It could hardly be *worse *than it sounds…
No. But I have had fresh on three occ, and once when everything was very fresh and very well prepared, it was OK. Thus, I assume that canned can’t be very fresh. If I am wrong, and it’s one of those rare foods that ttstes better canned than fresh, then I’ll buy and eat a can.
Lutefish made me gag. Literally.
They also have canned Spotted Dick!
But, alas, no canned faggots.
In Highlander:
Sean Connery: <puzzled> What is haggis?
Christopher Lambert: A sheep’s stomach stuffed with meat and barley!
SC: What do you do with it?
CL: You eat it!
SC: <grimacing> How revolting!
If tough guy Sean Connery is repelled…run! Run for your lives!
Errrr… Metaphorically?
Not to add to the chorus but, Canned? Wow.
With a* lot* of Scotch. My theory is that haggis was invented as an excuse to drink Scotch because you need something to wash it down and take the taste away.
It will taste best if you do not remove the can.
Or,
Remove frocan and place in pot. Put brick in pot with the haggis. Heat until brick turns a darker red. Eat Brick.
Am I confused, or is haggis really nothing more than a kind of sausage? From the descriptions I have heard, it doesn’t sound a whole lot different to a pig intestine stuffed with spiced, ground “variety” meats and cereal filler (otherwise known as a hot dog.)
I’ve had canned spotted dick. Turns out it’s raisin bread! Who’d’a thunk it?

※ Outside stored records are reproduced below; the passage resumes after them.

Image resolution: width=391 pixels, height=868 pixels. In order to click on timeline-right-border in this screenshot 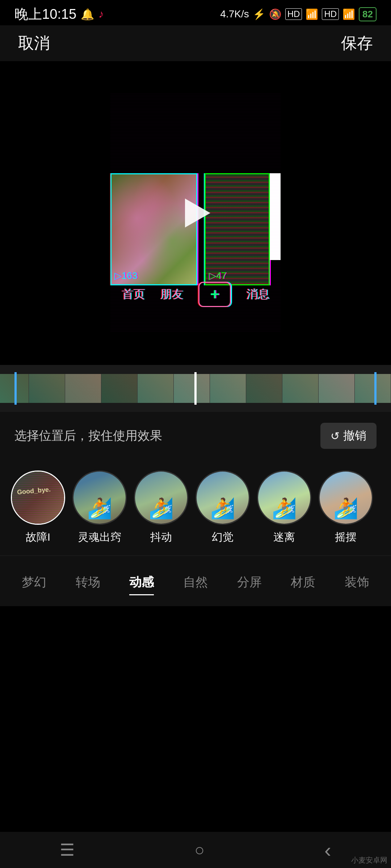, I will do `click(375, 388)`.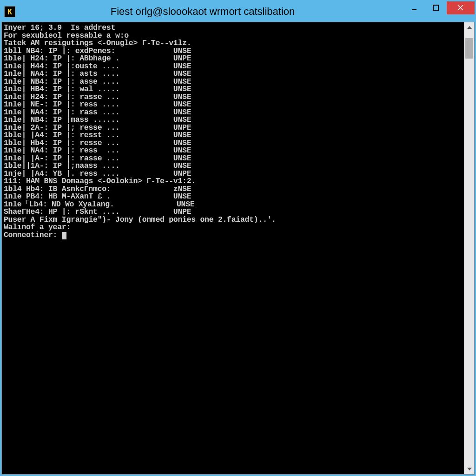 This screenshot has width=476, height=476. What do you see at coordinates (439, 12) in the screenshot?
I see `window-controls` at bounding box center [439, 12]. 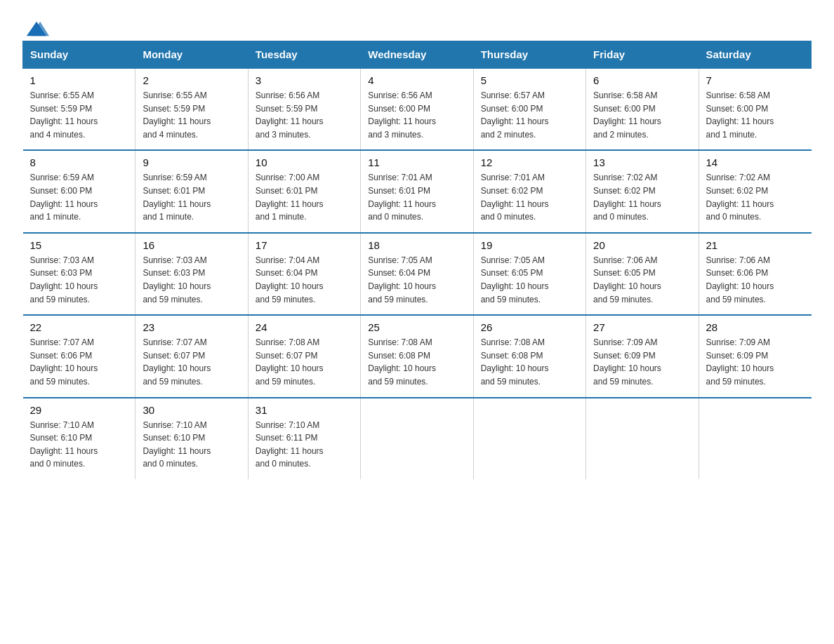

I am in awe of someone who’d eat something called ‘spotted dick’ who didn’t know it was a cake.
I’ve had canned haggis.
It tasted almost exactly like (canned) corned beef hash, maybe slightly more oniony. If I hadn’t opened the can myself, I’d have assumed on tasting that that’s what it was.
Ah, lutefisk. My understanding, from years of living in Minnesota where you’re supposed to eat it, is that it’s not eaten in Scandinavia–it’s a purely immigrant food (supposedly started when the lye-stored fish on the boats went bad.)
I’ve had it (lutefisk) served to me, but never tasted it. A cousin of mine described its appearance perfectly: “boiled snot.”
Haggis? Best appreciated at gunpoint. The flavor says “It can’t get any worse!” but the faint odor of Cordite and linseed oil says “Oh yes it can!”
Yes, it’s certainly a sausage by any scientific definition, but that probably doesn’t help, because you could put just about anything in a casing - it’s the ingredients that make it what it is. I think haggis is more like hamburger or meatloaf than sausage, but that’s probably still a bit like saying tangerines are more like otters than ocelots.
Haggis is a very distinctive foodstuff, worth trying just to say that you’ve been there. A good haggis is actually worth eating purely on its own virtues, but it does seem unlikely that the canned variety will be excellent.
I’d say you have a can of something resembling unusual meatloaf. Slice and fry it, if it looks like it will stand that treatment.
As a Scot I dabble with a spicy haggis about once a month, dipped in batter and deep-fried from the chipper. It’s brilliant.
If you want to do that I would add some heat to it with chilli powder or whatever and then freeze it before battering it and deep-frying (to stop it from breaking apart).
My friend makes moussaka with haggis instead of mince and it’s great. Or you could just stuff a chicken with it.
Canned haggis? It’s just plain wrong! I buy mine from here although I doubt they ship outside the UK.
If you’re having it with neeps and tatties, make sure your neeps are the right sort! You want the orange ones, not the white ones…
So that would actually be swede rather than turnip. Swede is known as rutabaga in some parts of the world.
Isn’t a swede a yellow turnip?
I have to say this is the first time in a while I’ve read something that’s made me laugh so hard I’m crying…
Yes it would. In Scotland, Swede is called turnip which makes life very confusing especially when you live with a Scotsman who constantly insists that he’s right when I know perfectly well that swede is orange…
Apparently it was originally called Swedish Turnip!
Were I a meat-eater, I think I’d have no choice but to try it. Fortunately, I can fall back on my vegetarianism here.
There is a recipe for vegan haggis , but that does seem to be truly unneccesary.
No, although they are quite closely related; swede is Brassica napus - botanically the same species as Rape(seed), turnips are Brassica rapa - botanically the same species as Bok Choi (the white ‘chinese leaves’ cabbage)
It is worth noting, however, that Brassica species are often quite promiscuous/interfertile, which may indicate that the gaps between the species are not all that broad.